Introduction

Git is a version control tool that enables tracking changes in source files and other related files. Git has grown in popularity with the emergence of distributed git-based source control platforms such as Github, GitLab, and Bitbucket

We shall cover basic usage and setting up of git in a future article.

In this article, we’ll look at ways to write good commit messages that are meaningful to humans.

How to craft meaningful messages

It’s better to have a message that summarizes what changes to be made to make it easier for other developers and project maintainers on the team to follow along with the changes on a given branch and related commit activities.

Conventions exist that can be used to enforce certain commit messages structure, conventional-commit-types provides a good summary of structuring meaningful and consistent commit messages.

The convention can be summarized to give us a good summary of how we can craft meaningful commit messages:

The convention summarizes types of commits/changes into the following:

  1. feat: Adding a new feature
  2. fix: Fixing a regression/bug
  3. docs: Documentation only changes
  4. refactor: A code change that neither fixes a bug nor adds a feature
  5. style: A change that affects the style of code(indentation, formatting, semi-colons)
  6. perf: A code change that improves performance
  7. test: Adding missing tests or correcting existing tests
  8. build: Changes that affect a build system
  9. ci: Changes to CI configuration files and scripts
  10. chore: Changes that do not affect source or test files
  11. revert: Change that reverts a previous commit

Say one fixed a regression that they introduced working on a new feature, a typical commit message for such change would go like this: fix: fix regression introduced in #2, add isLocalhost check to useCallback dependencies etc.

With the above convention, our message follows this format <summary>: <a brief description of changes made>. Say one added new test cases for existing functionalities, a typical commit message for this kind of change would be: test: Add test for existent OpenseaMarketPlace class methodgetUser``

Following the above convention, the following (hypothetical) commit messages to make it easier to commit follow any commit activity for a given branch:

  • commit message one: feat: add ToggleButton for dark/light theme
  • commit message two: test: add test coverage for ToggleButton component
  • commit message three: `test: add more tests for edge cases
  • commit message four: refactor: change the background color for ToggleButton to #000

From the structure, one can deduce, what type of change and the summary of this type of change in one line.

Meaningless commit messages 👎👎

Taking time to craft meaningful messages should be a habit. It shows that one cares and it helps project maintainers and other contributors by giving them an easy time reviewing changes. Look at the following hypothetical commit message:

  • commit message: fix loaderModal

or worse still:

  • commit message: fixes #4 and #8

One commit with such a message might not do any harm, enter multiple commits:

  • commit message one: add ToggleButton
  • commit message two: fix loaderModal
  • commit message three: fix TxToast component
  • commit message four: add tests
  • commit message five: add more tests
  • commit message six: change the background color for ToggleButton

For someone reviewing the changes, it becomes really hard to follow what’s happening on that branch and would require a lot of head-scratching to find out which can be time-consuming and annoying. The commit activity looks more “noisier” and cluttered.

Summary

Good commit messages are good and helpful for both maintainers and contributors due to the standard and conventions in play.

Conventions are not “rules” written in stone but having conventions enforces super beneficial consistency across the repository. Better to have a convention in place than no convention and inconsistency across the repository.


**REQUIREMENT**
Return the following lines and nothing else: the one holding "is (702, 350)." and all those after it in the records below, unchanged, minus any pictures.

**INFORMATION PROVIDED**

|---|

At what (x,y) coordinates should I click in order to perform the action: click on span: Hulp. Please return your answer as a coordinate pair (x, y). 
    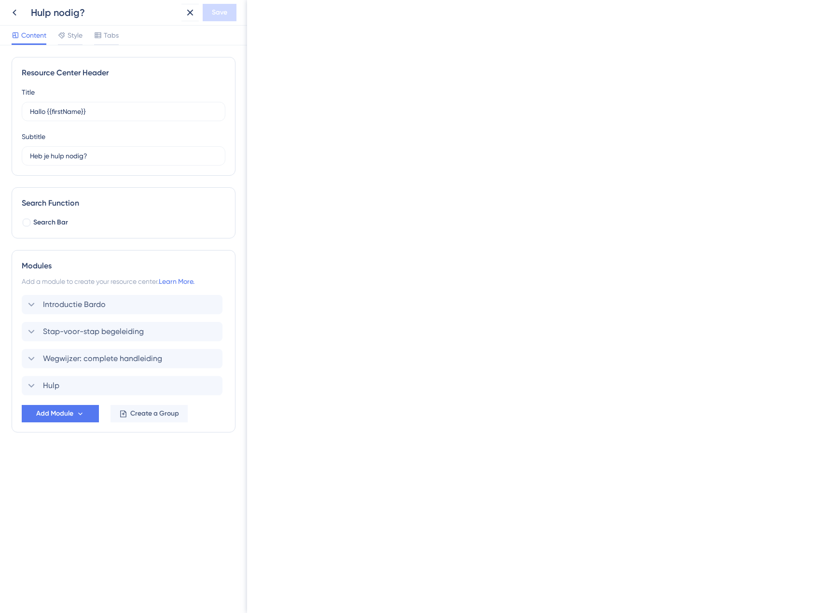
    Looking at the image, I should click on (51, 385).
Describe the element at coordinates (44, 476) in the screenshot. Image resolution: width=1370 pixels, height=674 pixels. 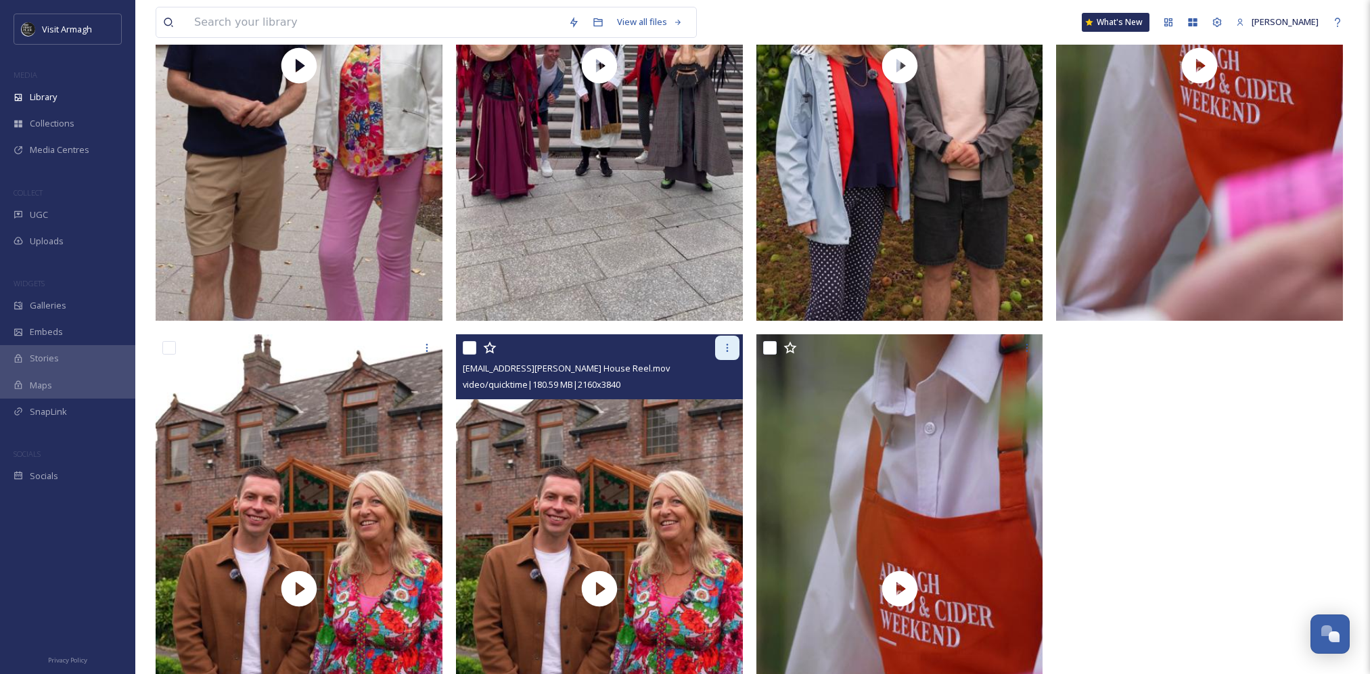
I see `span: Socials` at that location.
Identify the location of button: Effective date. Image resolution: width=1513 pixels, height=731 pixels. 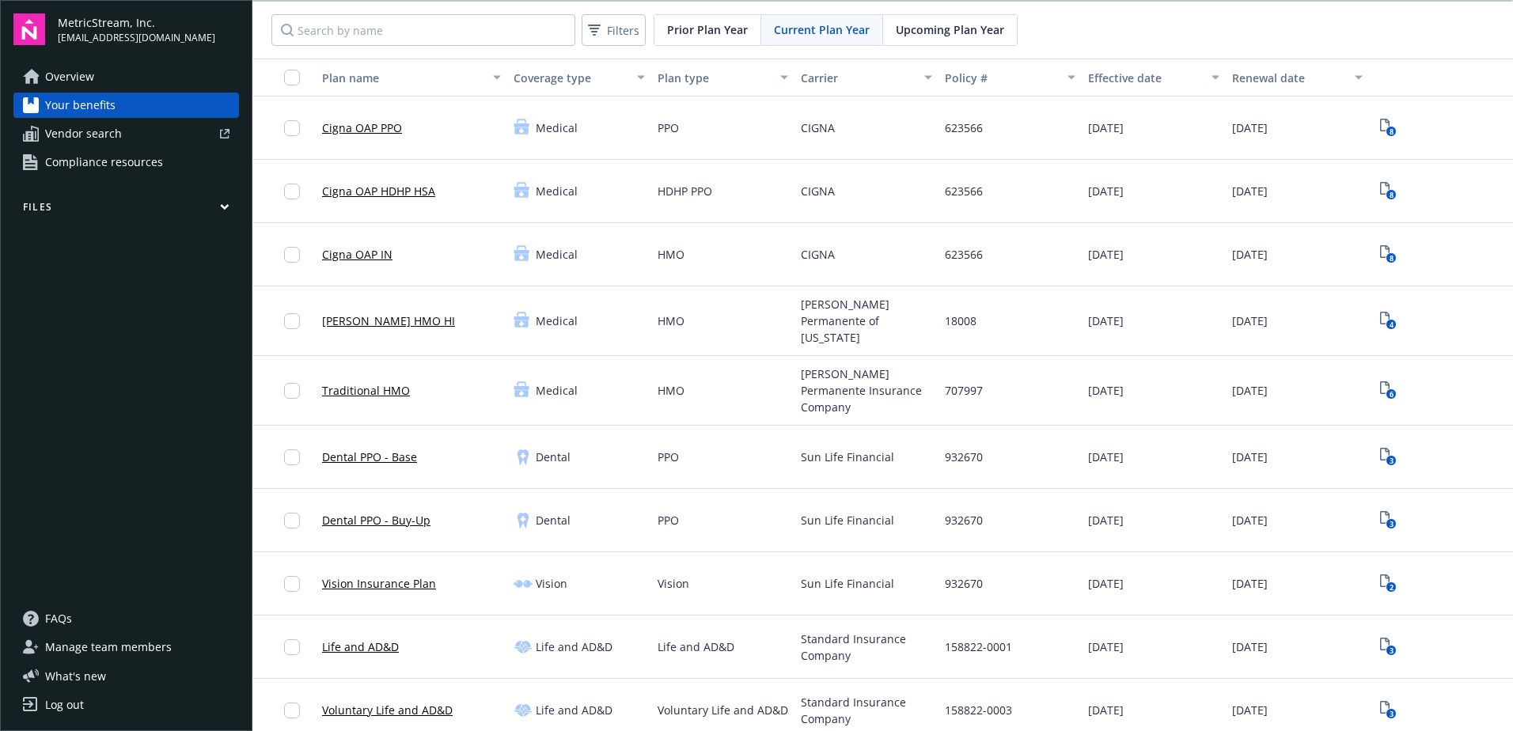
(1154, 78).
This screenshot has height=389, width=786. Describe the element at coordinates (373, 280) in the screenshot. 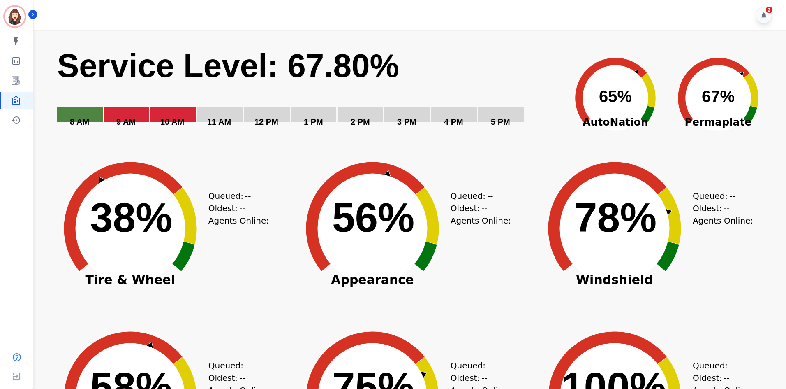

I see `span: Appearance` at that location.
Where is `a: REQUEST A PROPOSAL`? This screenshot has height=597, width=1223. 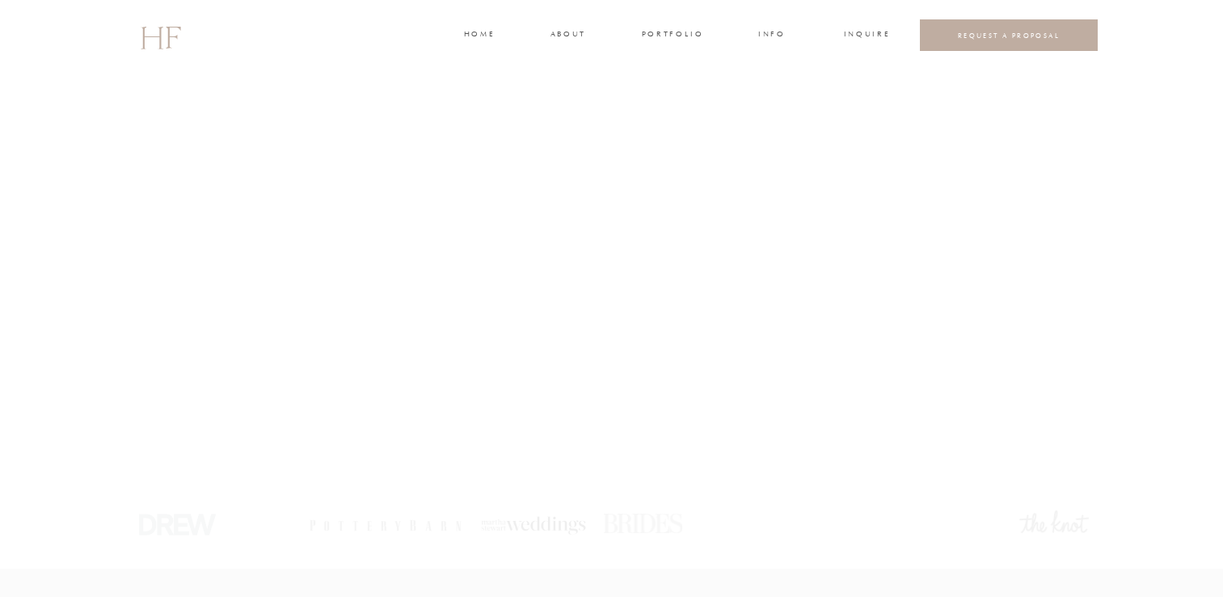
a: REQUEST A PROPOSAL is located at coordinates (1009, 35).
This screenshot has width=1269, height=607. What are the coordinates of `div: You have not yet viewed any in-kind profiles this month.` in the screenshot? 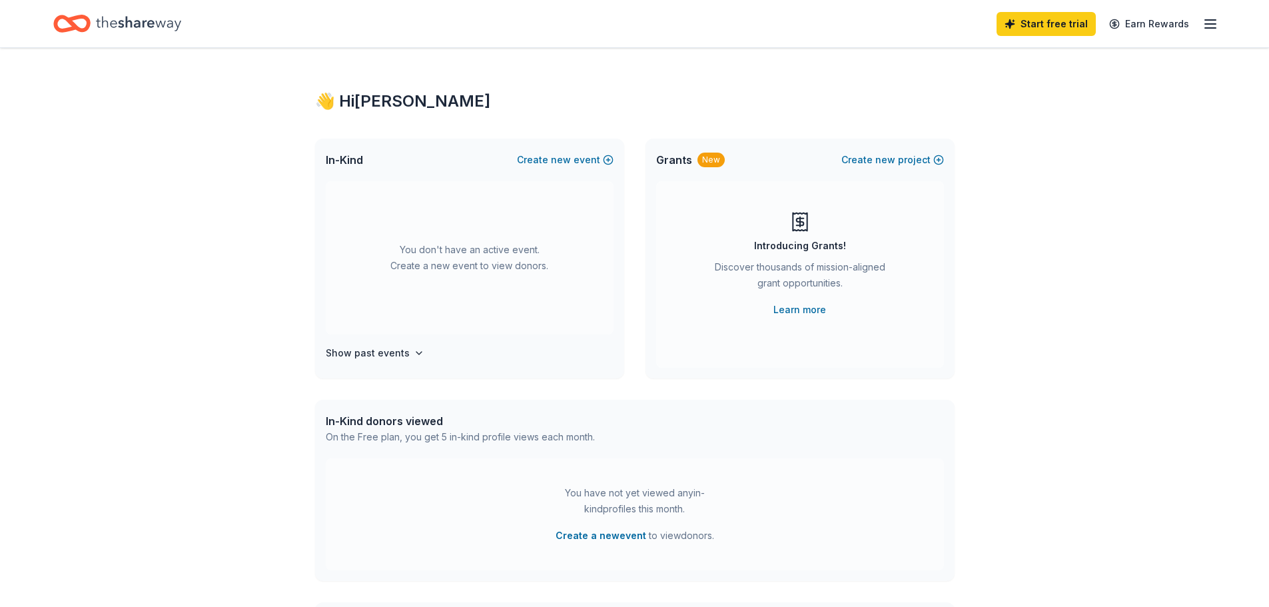 It's located at (635, 501).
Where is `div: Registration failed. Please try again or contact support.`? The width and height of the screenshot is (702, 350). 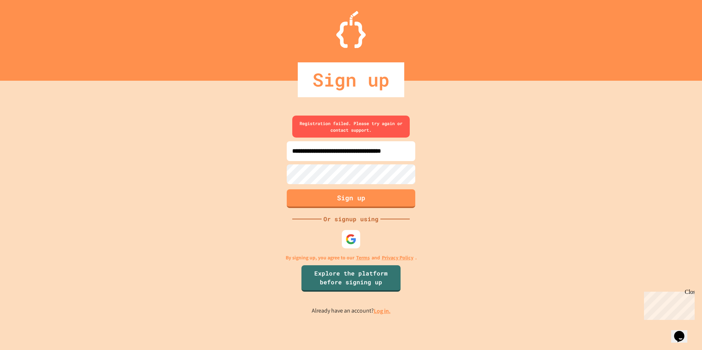
div: Registration failed. Please try again or contact support. is located at coordinates (351, 127).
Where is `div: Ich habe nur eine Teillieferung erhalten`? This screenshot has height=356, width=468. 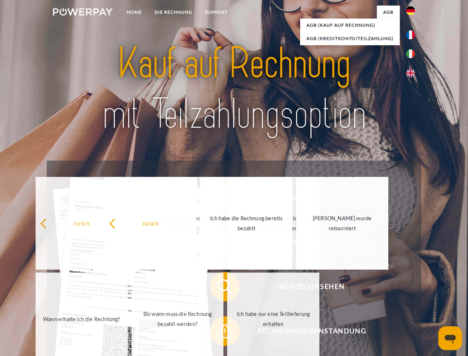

|---|

**RESPONSE TO THE TASK**
Where is `div: Registration failed. Please try again or contact support.`? The width and height of the screenshot is (702, 350). 
div: Registration failed. Please try again or contact support. is located at coordinates (351, 127).
Where is `div: Ich habe nur eine Teillieferung erhalten`? This screenshot has height=356, width=468. 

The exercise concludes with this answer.